Conservatives know better than to toy with human nature in the manner so attractive to "progressives." And therein lies a large measure of the appeal of conservatism to adults, and the reason behind the short life span of so many "progressive" movements.

beckett

Anonymous said...

beckett at 2:26

slight correction. It was Antioch College in Yellow Springs Ohio.

Anonymous said...

To 2:26

Was it Antioch, bastion of Mumia supporters? The school ran through my mind as I was trying to recall the specifics of the case, but I rejected it, mistakenly it seems, because I could have sworn it was a Pennsylvanian college. Anyway, thank you for the correction.

beckett

Anonymous said...

beckett,

You both were right. Antioch had/s the policy that says every step has to have verbal consent. According to Gettysburg College in PA has a policy that might make a hug a sexual assault:

"Gettysburg's policy, publicized by the Philadelphia-based Foundation for Individual Rights in Education, defines sexual misconduct as ''a threat of a sexual nature or deliberate physical contact of a sexual nature without the other person's consent," and goes on to state that the physical contact covered by the policy includes nonconsensual ''brushing, touching, grabbing, pinching, patting, hugging, and kissing," as well as ''coerced sexual activities, including rape."

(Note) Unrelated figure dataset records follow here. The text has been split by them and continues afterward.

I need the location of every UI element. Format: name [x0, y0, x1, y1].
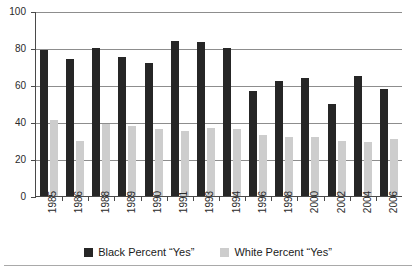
bar-group-1989	[114, 12, 140, 196]
x-label-cell-2006: 2006	[376, 202, 402, 246]
x-tick-2004	[350, 196, 351, 201]
x-tick-1998	[271, 196, 272, 201]
chart-figure: 020406080100 198519861988198919901991199…	[0, 0, 416, 273]
bar-group-1991	[167, 12, 193, 196]
bar-black-1988	[92, 48, 100, 196]
plot-area-wrapper: 020406080100	[0, 0, 416, 210]
y-tick-label-0: 0	[0, 192, 26, 202]
x-label-cell-2002: 2002	[323, 202, 349, 246]
bar-group-1993	[193, 12, 219, 196]
bar-white-2000	[311, 137, 319, 196]
x-label-cell-1993: 1993	[192, 202, 218, 246]
x-tick-1993	[193, 196, 194, 201]
x-axis-label-1991: 1991	[178, 191, 189, 213]
bar-white-1986	[76, 141, 84, 197]
x-label-cell-2004: 2004	[350, 202, 376, 246]
x-axis-label-2002: 2002	[336, 191, 347, 213]
bar-group-2000	[297, 12, 323, 196]
x-label-cell-2000: 2000	[297, 202, 323, 246]
x-axis-label-2006: 2006	[388, 191, 399, 213]
legend-swatch-white	[220, 248, 229, 257]
bar-group-1996	[245, 12, 271, 196]
x-tick-1994	[219, 196, 220, 201]
legend-item-2: White Percent “Yes”	[220, 247, 331, 258]
bar-black-2000	[301, 78, 309, 196]
bar-black-2002	[328, 104, 336, 197]
bar-group-2002	[324, 12, 350, 196]
y-tick-mark-0	[31, 197, 36, 198]
x-label-cell-1990: 1990	[140, 202, 166, 246]
bar-group-1990	[141, 12, 167, 196]
bar-white-2004	[364, 142, 372, 196]
x-axis-label-2000: 2000	[309, 191, 320, 213]
bar-white-1994	[233, 129, 241, 196]
x-tick-2000	[297, 196, 298, 201]
legend-label-2: White Percent “Yes”	[234, 247, 331, 258]
x-label-cell-1998: 1998	[271, 202, 297, 246]
x-tick-2002	[324, 196, 325, 201]
bar-group-1986	[62, 12, 88, 196]
bar-black-1998	[275, 81, 283, 196]
legend-swatch-black	[84, 248, 93, 257]
bar-black-1996	[249, 91, 257, 196]
footer-divider	[4, 265, 412, 266]
x-tick-1996	[245, 196, 246, 201]
y-tick-label-80: 80	[0, 44, 26, 54]
x-axis-label-1990: 1990	[152, 191, 163, 213]
bar-white-1996	[259, 135, 267, 196]
bar-groups	[36, 12, 402, 196]
x-axis-label-1988: 1988	[100, 191, 111, 213]
x-axis-label-1989: 1989	[126, 191, 137, 213]
bar-black-1993	[197, 42, 205, 196]
legend-label-1: Black Percent “Yes”	[98, 247, 194, 258]
bar-white-1998	[285, 137, 293, 196]
x-axis-label-1994: 1994	[231, 191, 242, 213]
x-label-cell-1996: 1996	[245, 202, 271, 246]
bar-white-1985	[50, 120, 58, 196]
bar-white-2006	[390, 139, 398, 196]
bar-white-1990	[155, 129, 163, 196]
x-label-cell-1988: 1988	[87, 202, 113, 246]
x-axis-label-1998: 1998	[283, 191, 294, 213]
x-axis-label-1985: 1985	[47, 191, 58, 213]
x-tick-2006	[376, 196, 377, 201]
bar-black-1990	[145, 63, 153, 196]
bar-group-1985	[36, 12, 62, 196]
y-tick-label-20: 20	[0, 155, 26, 165]
plot-area	[35, 12, 402, 197]
chart-legend: Black Percent “Yes”White Percent “Yes”	[0, 244, 416, 260]
y-tick-label-100: 100	[0, 7, 26, 17]
x-tick-1990	[141, 196, 142, 201]
y-tick-label-40: 40	[0, 118, 26, 128]
x-axis-label-1996: 1996	[257, 191, 268, 213]
x-label-cell-1989: 1989	[114, 202, 140, 246]
x-label-cell-1991: 1991	[166, 202, 192, 246]
legend-item-1: Black Percent “Yes”	[84, 247, 194, 258]
x-axis-label-1986: 1986	[73, 191, 84, 213]
bar-black-2004	[354, 76, 362, 196]
bar-black-1991	[171, 41, 179, 196]
x-tick-1988	[88, 196, 89, 201]
x-tick-1989	[114, 196, 115, 201]
x-label-cell-1986: 1986	[61, 202, 87, 246]
x-label-cell-1994: 1994	[219, 202, 245, 246]
bar-white-2002	[338, 141, 346, 197]
bar-black-2006	[380, 89, 388, 196]
y-tick-label-60: 60	[0, 81, 26, 91]
bar-group-2006	[376, 12, 402, 196]
x-label-cell-1985: 1985	[35, 202, 61, 246]
x-tick-1986	[62, 196, 63, 201]
bar-white-1988	[102, 124, 110, 196]
bar-black-1994	[223, 48, 231, 196]
bar-black-1986	[66, 59, 74, 196]
x-tick-1991	[167, 196, 168, 201]
bar-group-2004	[350, 12, 376, 196]
bar-black-1985	[40, 50, 48, 196]
x-axis-label-1993: 1993	[204, 191, 215, 213]
bar-group-1994	[219, 12, 245, 196]
bar-group-1988	[88, 12, 114, 196]
bar-white-1989	[128, 126, 136, 196]
bar-group-1998	[271, 12, 297, 196]
bar-black-1989	[118, 57, 126, 196]
x-axis-labels: 1985198619881989199019911993199419961998…	[35, 202, 402, 246]
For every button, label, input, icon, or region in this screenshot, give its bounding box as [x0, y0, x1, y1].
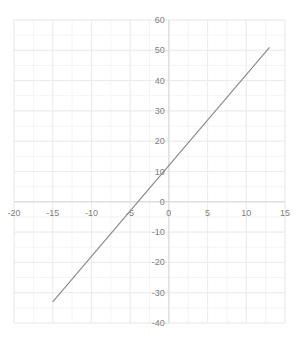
y-tick-label: 20: [155, 136, 165, 146]
y-tick-label: -20: [152, 257, 165, 267]
y-tick-label: -10: [152, 227, 165, 237]
x-tick-label: 5: [205, 208, 210, 218]
x-axis-tick-labels: -20-15-10-5051015: [7, 208, 290, 218]
x-tick-label: 15: [280, 208, 290, 218]
y-tick-label: -40: [152, 318, 165, 328]
y-tick-label: 60: [155, 15, 165, 25]
y-tick-label: -30: [152, 288, 165, 298]
x-tick-label: 10: [241, 208, 251, 218]
line-chart: -20-15-10-5051015 -40-30-20-100102030405…: [0, 0, 300, 339]
x-tick-label: -5: [126, 208, 134, 218]
x-tick-label: -10: [85, 208, 98, 218]
gridlines: [14, 20, 285, 323]
x-tick-label: -15: [46, 208, 59, 218]
x-tick-label: -20: [7, 208, 20, 218]
y-tick-label: 30: [155, 106, 165, 116]
x-tick-label: 0: [166, 208, 171, 218]
y-tick-label: 0: [160, 197, 165, 207]
y-tick-label: 40: [155, 76, 165, 86]
y-tick-label: 50: [155, 45, 165, 55]
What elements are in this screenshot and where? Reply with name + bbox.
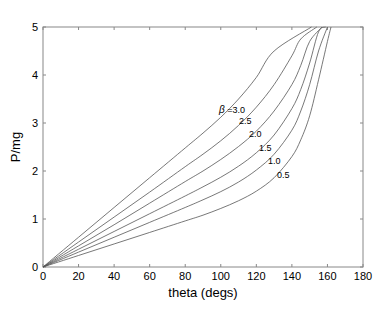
y-tick-label: 5	[32, 21, 38, 33]
curve-label: 1.0	[268, 156, 281, 166]
x-tick-labels: 020406080100120140160180	[40, 270, 372, 282]
x-tick-label: 180	[354, 270, 372, 282]
y-tick-label: 3	[32, 117, 38, 129]
x-tick-label: 40	[108, 270, 120, 282]
x-axis-label: theta (degs)	[168, 285, 237, 300]
y-tick-label: 4	[32, 69, 38, 81]
x-tick-label: 0	[40, 270, 46, 282]
curve-label: 1.5	[259, 143, 272, 153]
curve-label: β =3.0	[218, 104, 245, 115]
x-tick-label: 100	[212, 270, 230, 282]
x-tick-label: 20	[72, 270, 84, 282]
curve-label: 0.5	[277, 170, 290, 180]
chart: 020406080100120140160180 012345 β =3.02.…	[0, 0, 389, 311]
y-tick-label: 1	[32, 213, 38, 225]
y-axis-label: P/mg	[8, 132, 23, 162]
y-tick-label: 2	[32, 165, 38, 177]
x-tick-label: 60	[144, 270, 156, 282]
x-tick-label: 140	[283, 270, 301, 282]
y-tick-labels: 012345	[32, 21, 38, 273]
curve-label: 2.5	[239, 116, 252, 126]
x-tick-label: 160	[318, 270, 336, 282]
curve-label: 2.0	[249, 129, 262, 139]
x-tick-label: 80	[179, 270, 191, 282]
y-tick-label: 0	[32, 261, 38, 273]
x-tick-label: 120	[247, 270, 265, 282]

http://www.thefire.org/index.php/article/7049.html

BTW, I thought it might have been Oberlin, but a google search just brought up stuff on its Safer Sex Night which used to have a Tent of Consent.
http://www.clevescene.com/2002-11-20/news/the-safety-dance/

Anonymous said...

Correction:

"According to Foundation for Individual Rights in Education (FIRE)"

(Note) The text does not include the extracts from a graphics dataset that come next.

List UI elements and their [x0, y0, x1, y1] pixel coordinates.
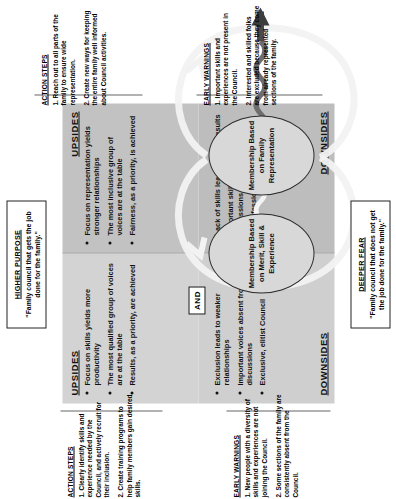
list-item: 1. Clearly identify skills and experienc… [77, 393, 110, 497]
higher-purpose-box: HIGHER PURPOSE "Family council that gets… [6, 200, 46, 328]
action-steps-right: ACTION STEPS 1. Reach out to all parts o… [40, 5, 113, 105]
action-steps-left-title: ACTION STEPS [66, 393, 73, 497]
deeper-fear-title: DEEPER FEAR [356, 207, 365, 321]
label-left-downsides: DOWNSIDES [317, 332, 328, 395]
list-right-upsides: Focus on representation yields stronger … [82, 112, 140, 244]
action-steps-right-title: ACTION STEPS [40, 5, 47, 105]
polarity-quadrant-panel: UPSIDES UPSIDES DOWNSIDES DOWNSIDES Focu… [62, 103, 334, 403]
list-left-upsides: Focus on skills yields more productivity… [82, 262, 140, 394]
early-warnings-right: EARLY WARNINGS 1. Important skills and e… [202, 5, 283, 105]
list-item: 2. Some sections of the family are consi… [274, 393, 299, 497]
label-right-upsides: UPSIDES [68, 111, 79, 156]
label-left-upsides: UPSIDES [68, 350, 79, 395]
list-item: Focus on representation yields stronger … [82, 112, 101, 244]
list-item: 2. Create new ways for keeping the entir… [82, 5, 107, 105]
label-right-downsides: DOWNSIDES [317, 111, 328, 174]
list-item: 2. Create training programs to help fami… [116, 393, 141, 497]
list-item: Fairness, as a priority, is achieved [127, 112, 136, 244]
list-item: The most inclusive group of voices are a… [105, 112, 124, 244]
deeper-fear-box: DEEPER FEAR "Family council that does no… [350, 200, 390, 328]
list-item: Results, as a priority, are achieved [127, 262, 136, 394]
action-steps-right-list: 1. Reach out to all parts of the family … [51, 5, 107, 105]
action-steps-left-list: 1. Clearly identify skills and experienc… [77, 393, 141, 497]
action-steps-left: ACTION STEPS 1. Clearly identify skills … [66, 393, 147, 497]
diagram-canvas: HIGHER PURPOSE "Family council that gets… [0, 0, 396, 499]
early-warnings-right-list: 1. Important skills and experiences are … [213, 5, 277, 105]
pole-right-oval: Membership Based on Family Representatio… [208, 115, 314, 195]
and-connector-box: AND [188, 286, 205, 314]
pole-left-oval: Membership Based on Merit, Skill & Exper… [208, 213, 314, 293]
list-item: 1. Reach out to all parts of the family … [51, 5, 76, 105]
list-item: 1. New people with a diversity of skills… [243, 393, 268, 497]
diagram-stage: HIGHER PURPOSE "Family council that gets… [0, 0, 396, 499]
list-item: 1. Important skills and experiences are … [213, 5, 238, 105]
higher-purpose-title: HIGHER PURPOSE [12, 207, 21, 321]
early-warnings-left: EARLY WARNINGS 1. New people with a dive… [232, 393, 305, 497]
list-item: The most qualified group of voices are a… [105, 262, 124, 394]
higher-purpose-text: "Family council that gets the job done f… [24, 207, 41, 321]
pole-right-name: Membership Based on Family Representatio… [246, 116, 276, 194]
and-connector-label: AND [192, 291, 201, 310]
deeper-fear-text: "Family council that does not get the jo… [368, 207, 385, 321]
list-item: Focus on skills yields more productivity [82, 262, 101, 394]
early-warnings-right-title: EARLY WARNINGS [202, 5, 209, 105]
early-warnings-left-title: EARLY WARNINGS [232, 393, 239, 497]
early-warnings-left-list: 1. New people with a diversity of skills… [243, 393, 299, 497]
rotated-diagram-canvas: HIGHER PURPOSE "Family council that gets… [0, 0, 396, 499]
pole-left-name: Membership Based on Merit, Skill & Exper… [246, 214, 276, 292]
list-item: 2. Interested and skilled folks are excl… [244, 5, 277, 105]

Here's a more current link to the issue at Gettysburg

http://www.thefire.org/index.php/article/7035.html

Neighborhood Retail Alliance said...

What our friend Moneta didn't realize, because he is not as culturally sensitive as he thinks he is, is that "water buffalo" is an English version of the Yiddish "behaimer" (sorry for the poor translation). This is an uncomplimentary expression that is used on people of all races-after all it is centuries old and originates in areas that knew no black people at all.

Anonymous said...

I am deeply upset that "Water Buffalo" boy is Moneta.

How depressing. I wrote my last check in Jan. At least number one son was in Econ, so he didn't get too infected with the BS.
Kemp

Gary Packwood said...

Eric 9:21 AM
Eric you used the phrase The ACADEMY when discussing Duke.

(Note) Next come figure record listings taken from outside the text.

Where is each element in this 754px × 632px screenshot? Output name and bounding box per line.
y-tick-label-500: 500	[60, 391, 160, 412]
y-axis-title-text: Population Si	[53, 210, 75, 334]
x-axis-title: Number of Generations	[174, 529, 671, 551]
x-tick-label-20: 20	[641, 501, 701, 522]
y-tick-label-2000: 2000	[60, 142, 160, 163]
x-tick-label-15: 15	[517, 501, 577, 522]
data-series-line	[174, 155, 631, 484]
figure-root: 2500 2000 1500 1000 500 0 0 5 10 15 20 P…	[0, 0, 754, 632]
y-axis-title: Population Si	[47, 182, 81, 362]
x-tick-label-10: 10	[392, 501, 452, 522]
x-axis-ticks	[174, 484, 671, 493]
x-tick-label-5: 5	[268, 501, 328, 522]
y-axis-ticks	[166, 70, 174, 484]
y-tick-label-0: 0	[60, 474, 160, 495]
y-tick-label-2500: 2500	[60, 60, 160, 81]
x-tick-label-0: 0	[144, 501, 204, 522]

The name traces back to Plato's school of philosophy, founded approximately 385 BC at Akademeia, a sanctuary of Athene, the goddess of wisdom, north of Athens.

There are very few universities in the USA that still use the phrase 'The Academy'.

Those who do use that phrase are looked upon as somewhat elitist and not especially friendly to students who are not studying the Liberal Arts.

If Harvard profs talked about "The Academy" folks would roll their eyes.

Did you hear that phrase when you were studying at Duke?

Anonymous said...

As I've said here before, Duke is not a passive "victim" in all this. The faculty and admin is pervaded with the politically correct. It is NOT "Duke vs its detractors". Rather, it is "Duke at war with itself", a war that seems all but lost to the politically correct. The reaction of virtually ALL of Duke's faculty and administrators to the charges of rape (hostility towards the lacrosse team or silence) proves my point. Duke was already far gone BEFORE all of these unfortunate events.

Anonymous said...

Duke is at war with itself. How this plays out is entirely up to the Duke players. Once the charges are dismissed, most of us will be leaving Duke and Durham. Moving with KC and Bill to another cause. I am reminded of Santa Maria, Ca. The town made a lot of money on the trial,as they should. When the trial was over, everyone moved on.

Anonymous said...

Sort of related:

"A ‘Rebellious Daughter’ to Lead Harvard"

http://www.nytimes.com/2007/02/12/education/12harvard.html?em&ex=1171515600&en=d383bca13cde68d7&ei=5087%0A

The new Harvard president chaired Women's Studies at U Penn for four years.

Anonymous said...

Sheldon Hackney said of her:

"I have immense regard for her, as a scholar, a teacher and now as an administrator. She could take Harvard wherever it wants to go."